Plans call for demolishing the existing building and constructing 10 residential buildings — labeled A through J — containing a mix of townhouse and stacked townhouse units. Buildings G and H would contain the 17 affordable units. The remaining 68 units would be market-rate.

The market-rate units are designed as stacked townhouses spread across multiple floors, each with a two-car tandem garage on the first floor. Affordable units in Buildings G and H would offer a mix of one-, two- and three-bedroom configurations.

The 9.25-acre site would include 186 total parking spaces — 146 in garages and 40 surface spaces — along with six electric vehicle charging spaces and two ADA-accessible spaces. A playground, seating areas and benches are proposed as resident amenities. Access to the complex would be provided by two driveways off Thanet Circle.

The applicant is proposing to remove 180 trees on the site and plant 199 replacement trees. The township's Shade Tree Commission has flagged that 204 replacement trees are required under the applicable ordinance and has called on the applicant to address the discrepancy.

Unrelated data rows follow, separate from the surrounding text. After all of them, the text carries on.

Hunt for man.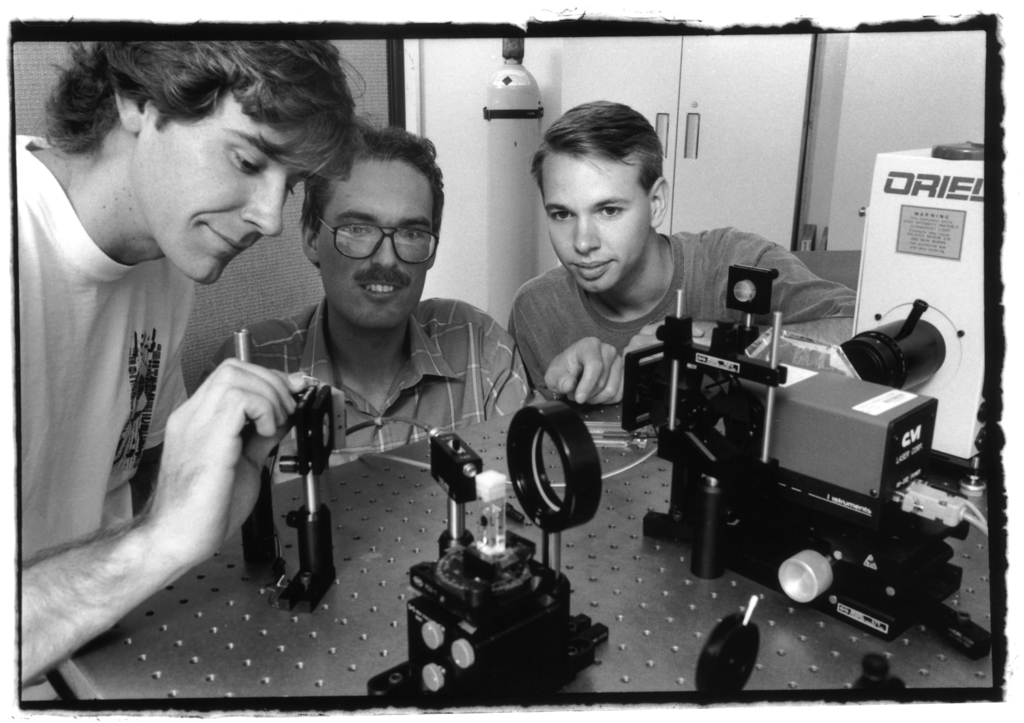
Hunted down at {"left": 505, "top": 90, "right": 860, "bottom": 374}.
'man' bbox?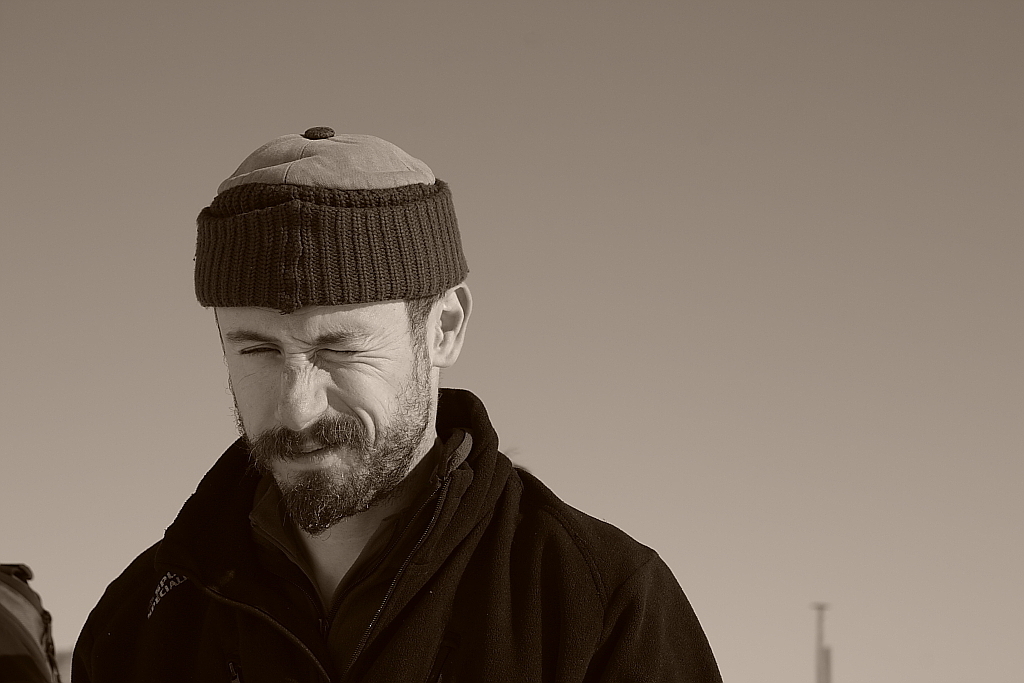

Municipal planning staff, in a memo dated May 1, said the application is generally consistent with Princeton's Master Plan. However, staff raised a number of outstanding issues for the board and applicant to address, including the distribution and integration of affordable units, pedestrian safety — particularly children's access to the proposed playground — bicycle parking, trash pickup logistics, and stormwater management details related to a tributary of Harry's Brook that bisects the property.

The Princeton Environmental Commission has recommended the project incorporate all-electric construction, solar-ready roofing, heat pump systems and bird-safe glass. The commission also raised concerns about the planned removal of old-growth oak and tulip trees in the southwest corner of the property, urging the applicant to consider relocating one of the proposed buildings to preserve them.

Traffic engineers retained by the municipality concluded that the surrounding roads and intersections would continue to operate acceptably under the proposed development, noting the residential use would generate fewer peak-hour vehicle trips than the former office building at full occupancy.

The Planning Board is scheduled to hear the application at its May 7 meeting.